After 3.5 years of the realizations above, it occurred to us that perhaps we needed new verbiage to accurately represent our approach beyond ‘human-centered design’. So with that in mind, we are proud to introduce our appreciation and adoption of….(*cue drumroll please*)…. Equity-Centered Innovation!

That’s nice, ladies (you might be thinking) but what exactly do you mean by that? Well, great question! Whereas equality means treating everyone the same, equity means providing everyone with what they need to have the same chance at success – and that only happens when we approach people as individuals and amplify their voices. As we learned above, it’s no longer enough for executives to sit around a boardroom making decisions based on what they ‘THINK people want.’ That’s what we’re here to change. Equity-centered innovation advances underrepresented audiences by incorporating their voices into the design process, allowing their voices, context, and needs to directly influence goals and outcomes that they ACTUALLY need.   

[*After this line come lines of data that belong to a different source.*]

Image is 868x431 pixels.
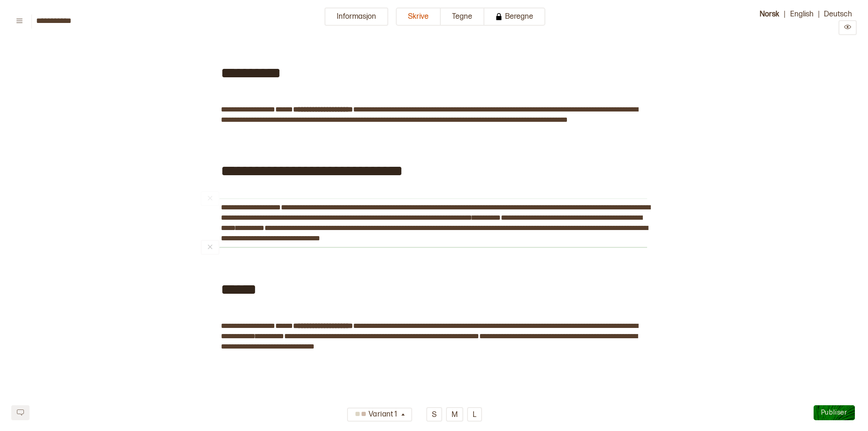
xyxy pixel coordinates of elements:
svg: Preview [844,24,851,30]
a: Skrive [396,7,440,35]
a: Tegne [440,7,484,35]
a: Preview [838,24,856,33]
button: Skrive [396,7,440,26]
div: Variant 1 [353,407,399,422]
button: Informasjon [325,7,388,26]
button: M [446,407,463,422]
div: | | [739,7,856,35]
button: English [785,7,818,20]
a: Beregne [484,7,545,35]
button: Tegne [440,7,484,26]
button: Deutsch [819,7,856,20]
button: Publiser [813,405,854,420]
button: Beregne [484,7,545,26]
span: Publiser [820,409,847,417]
button: Variant 1 [347,408,412,422]
button: L [467,407,482,422]
button: Preview [838,20,856,35]
button: Norsk [755,7,784,20]
button: S [426,407,442,422]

Motivated by the evolved movement? Ready to learn and collaborate with your audience to be confident they have seats at your table? Let’s chat over a donut of course about your audience, your understanding of their existing needs, the solutions you have already provided and, like us, where you want to continue to evolve your business!

Reimagining The City

A New Normal Trend Report   |    10.27.21

At the onset of the pandemic, economists predicted an urban exodus, and while many city-dwellers moved out of city centers, Bloomberg CityLab reported that 84% of Americans who moved remained in the same metro area. 

The pandemic didn’t get rid of cities, it purely reshaped them. Those who left for the suburbs freed up space for incoming city dwellers or existing residents to upgrade. Flexible working conditions allowed cities to decentralize, resulting in smaller neighborhoods becoming community centers of culture.

This mini trend explores how human behaviors have changed, but most importantly, how cities and those inhabiting them can use those behaviors as insights to designing new ways of shaping our futures.